When the Call Comes Last Minute, We Answer It
Sam and I got an emergency referral call a an hour before showtime this saturday night — the engineers fell through, the band needed someone, and we said yes before we even knew what we were walking into. In 20 minutes we were there.
We pulled up to a venue we'd never seen, never heard of. No advance. No input list. No idea what shape the system was in.
What we found wasn't pretty. Broken channels on the snake. The input patch was wrong. The outputs were mislabeled. Nothing was going where it was supposed to go — and we had 30 minutes.
No time to complain. Sam took one end, I took the other. We traced signal, re-patched inputs, sorted the outputs, and built a picture of the system in real time with whatever gear was available. Line check. Soundcheck. Band on stage. Under 30 minutes from the moment we walked in.
Then I got my favorite moment of the night.
We'd just got In-A-Fect's sound dialed in. I took a breath, turned around, and looked out at the room. The crowd was dancing. Fully into it. And I knew we had done our job.
Nobody out there knew about the broken snake or the 30-minute sprint. They just knew the music sounded good. That's exactly how it should be.
Live audio isn't always a clean advance and a perfect system. Sometimes it's a last-minute call and a venue you've never seen. The question is whether you can handle it.
We can even if it's 30 minutes before show start.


AIM OF THE EXERCISE –
Lines in the listing below containing the string "bubble" are to be identified and copied.
╭─ RECORD EXCERPTS
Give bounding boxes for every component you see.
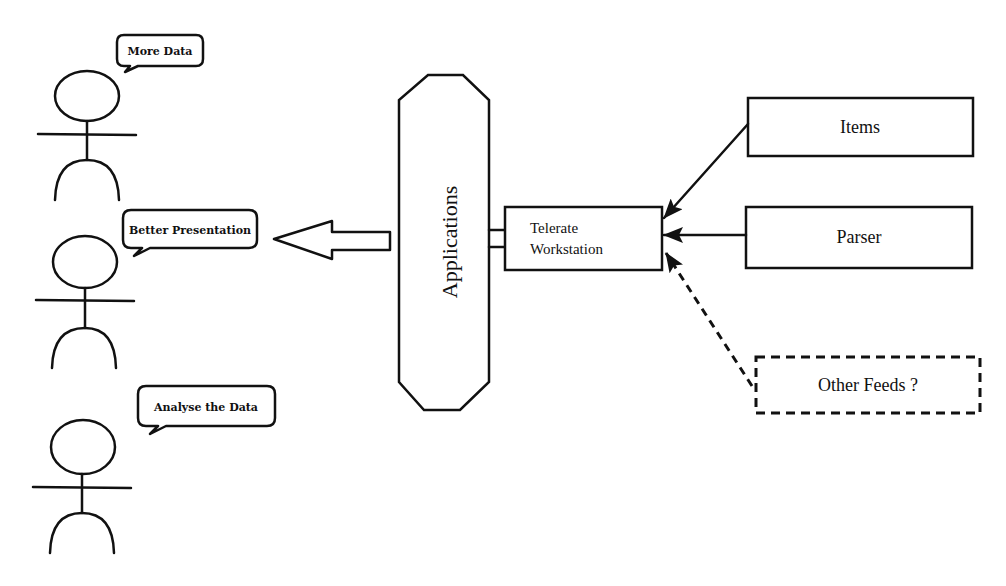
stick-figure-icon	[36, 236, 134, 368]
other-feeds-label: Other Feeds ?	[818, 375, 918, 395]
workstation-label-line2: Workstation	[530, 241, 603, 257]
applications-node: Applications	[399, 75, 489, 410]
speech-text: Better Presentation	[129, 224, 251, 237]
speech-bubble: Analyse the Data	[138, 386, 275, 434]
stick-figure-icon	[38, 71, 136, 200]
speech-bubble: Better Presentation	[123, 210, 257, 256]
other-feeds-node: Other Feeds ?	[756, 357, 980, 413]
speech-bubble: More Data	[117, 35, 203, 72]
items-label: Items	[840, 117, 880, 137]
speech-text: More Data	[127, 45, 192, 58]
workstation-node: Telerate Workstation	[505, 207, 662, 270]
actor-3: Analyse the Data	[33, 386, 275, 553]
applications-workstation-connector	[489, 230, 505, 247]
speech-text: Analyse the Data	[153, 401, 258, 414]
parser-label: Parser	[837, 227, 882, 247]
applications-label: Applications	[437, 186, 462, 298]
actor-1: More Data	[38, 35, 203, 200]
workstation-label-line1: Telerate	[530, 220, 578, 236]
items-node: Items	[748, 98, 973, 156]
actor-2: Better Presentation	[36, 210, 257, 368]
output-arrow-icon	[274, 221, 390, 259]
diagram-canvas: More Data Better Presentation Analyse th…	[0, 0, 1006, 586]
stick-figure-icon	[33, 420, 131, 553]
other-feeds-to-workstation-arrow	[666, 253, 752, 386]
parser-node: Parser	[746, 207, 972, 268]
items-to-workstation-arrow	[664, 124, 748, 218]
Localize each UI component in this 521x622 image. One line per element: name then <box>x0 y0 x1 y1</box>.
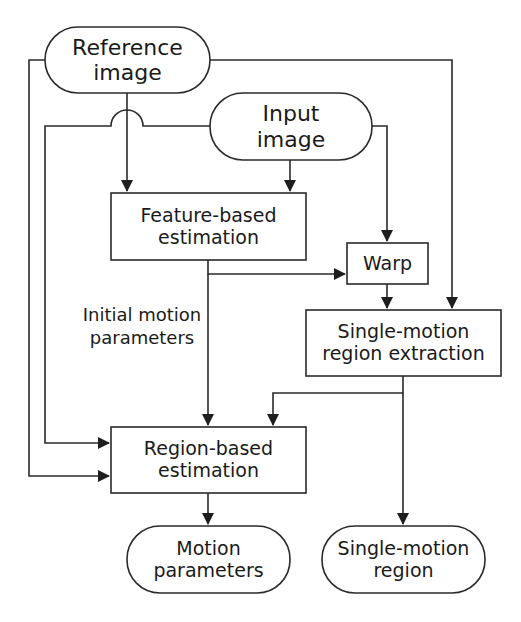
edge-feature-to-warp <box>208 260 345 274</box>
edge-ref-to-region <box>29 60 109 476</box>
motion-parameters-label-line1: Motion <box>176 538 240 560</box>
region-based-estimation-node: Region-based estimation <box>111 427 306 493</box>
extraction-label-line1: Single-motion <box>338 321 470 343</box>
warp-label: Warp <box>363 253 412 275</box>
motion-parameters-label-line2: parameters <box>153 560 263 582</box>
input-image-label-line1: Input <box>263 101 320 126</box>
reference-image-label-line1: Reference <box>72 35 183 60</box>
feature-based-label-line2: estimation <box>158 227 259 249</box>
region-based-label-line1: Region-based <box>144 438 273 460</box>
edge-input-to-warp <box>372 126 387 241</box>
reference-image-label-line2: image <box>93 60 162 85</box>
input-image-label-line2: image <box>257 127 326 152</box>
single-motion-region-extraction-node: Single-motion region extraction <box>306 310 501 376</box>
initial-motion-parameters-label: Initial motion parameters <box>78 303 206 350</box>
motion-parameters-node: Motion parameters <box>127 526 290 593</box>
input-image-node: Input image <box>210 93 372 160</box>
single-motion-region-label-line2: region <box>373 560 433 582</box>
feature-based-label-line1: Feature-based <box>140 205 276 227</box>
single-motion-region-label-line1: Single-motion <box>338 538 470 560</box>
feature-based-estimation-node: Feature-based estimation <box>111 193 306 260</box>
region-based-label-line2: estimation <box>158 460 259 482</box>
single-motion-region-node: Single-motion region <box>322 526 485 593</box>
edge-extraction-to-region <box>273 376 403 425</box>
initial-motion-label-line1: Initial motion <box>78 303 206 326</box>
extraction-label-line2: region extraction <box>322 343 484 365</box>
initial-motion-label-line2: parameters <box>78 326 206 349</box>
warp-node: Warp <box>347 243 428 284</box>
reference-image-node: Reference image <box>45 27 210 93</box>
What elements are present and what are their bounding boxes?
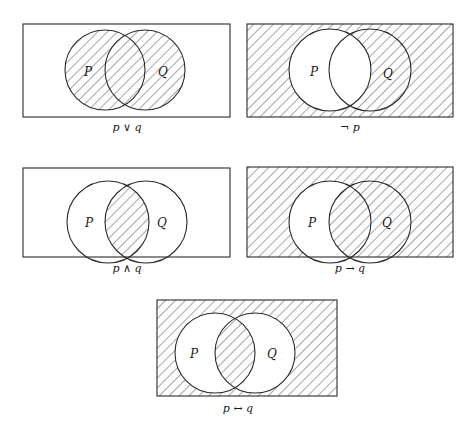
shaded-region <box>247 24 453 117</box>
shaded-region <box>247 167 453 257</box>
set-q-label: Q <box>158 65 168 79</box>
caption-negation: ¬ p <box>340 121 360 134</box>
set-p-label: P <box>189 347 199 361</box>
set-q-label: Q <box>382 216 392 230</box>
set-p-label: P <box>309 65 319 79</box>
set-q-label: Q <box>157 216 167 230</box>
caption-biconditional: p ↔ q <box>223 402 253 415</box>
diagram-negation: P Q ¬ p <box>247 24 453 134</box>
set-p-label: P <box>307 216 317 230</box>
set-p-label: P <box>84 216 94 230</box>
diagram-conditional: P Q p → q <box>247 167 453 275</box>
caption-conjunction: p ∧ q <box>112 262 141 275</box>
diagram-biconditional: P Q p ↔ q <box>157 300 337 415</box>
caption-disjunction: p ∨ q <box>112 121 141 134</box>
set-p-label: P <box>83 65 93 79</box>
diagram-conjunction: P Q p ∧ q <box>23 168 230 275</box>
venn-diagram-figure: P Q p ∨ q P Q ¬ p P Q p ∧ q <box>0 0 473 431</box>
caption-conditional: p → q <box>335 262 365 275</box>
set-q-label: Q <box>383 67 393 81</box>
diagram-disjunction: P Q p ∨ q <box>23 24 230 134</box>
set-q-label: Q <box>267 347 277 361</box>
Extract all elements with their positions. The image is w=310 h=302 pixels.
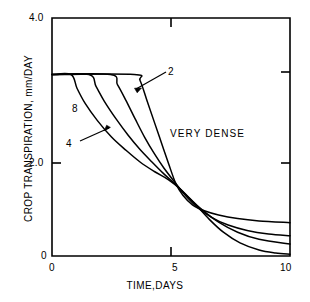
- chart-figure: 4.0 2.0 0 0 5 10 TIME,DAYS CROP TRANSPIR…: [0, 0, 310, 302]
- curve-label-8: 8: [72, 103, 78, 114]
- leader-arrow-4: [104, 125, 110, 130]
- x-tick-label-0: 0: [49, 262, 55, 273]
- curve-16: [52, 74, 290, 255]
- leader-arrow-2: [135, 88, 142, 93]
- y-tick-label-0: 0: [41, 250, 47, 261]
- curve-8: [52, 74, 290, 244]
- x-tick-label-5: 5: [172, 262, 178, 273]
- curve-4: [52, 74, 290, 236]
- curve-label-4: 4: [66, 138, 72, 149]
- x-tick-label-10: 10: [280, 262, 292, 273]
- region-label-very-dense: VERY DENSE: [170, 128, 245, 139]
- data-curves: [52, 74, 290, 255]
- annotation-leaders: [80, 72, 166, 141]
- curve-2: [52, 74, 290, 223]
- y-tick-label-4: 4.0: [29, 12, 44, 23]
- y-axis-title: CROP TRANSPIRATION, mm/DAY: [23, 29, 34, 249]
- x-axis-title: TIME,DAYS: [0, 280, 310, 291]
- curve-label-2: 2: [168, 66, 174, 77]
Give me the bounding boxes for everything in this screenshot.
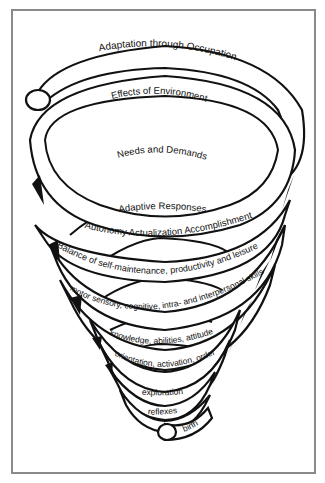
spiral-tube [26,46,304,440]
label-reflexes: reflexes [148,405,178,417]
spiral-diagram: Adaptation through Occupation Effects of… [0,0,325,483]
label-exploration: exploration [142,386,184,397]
╰─
SOLUTION BELOW –
speech-bubble: Analyse the Data	[138, 386, 275, 434]
speech-bubble: Better Presentation	[123, 210, 257, 256]
speech-bubble: More Data	[117, 35, 203, 72]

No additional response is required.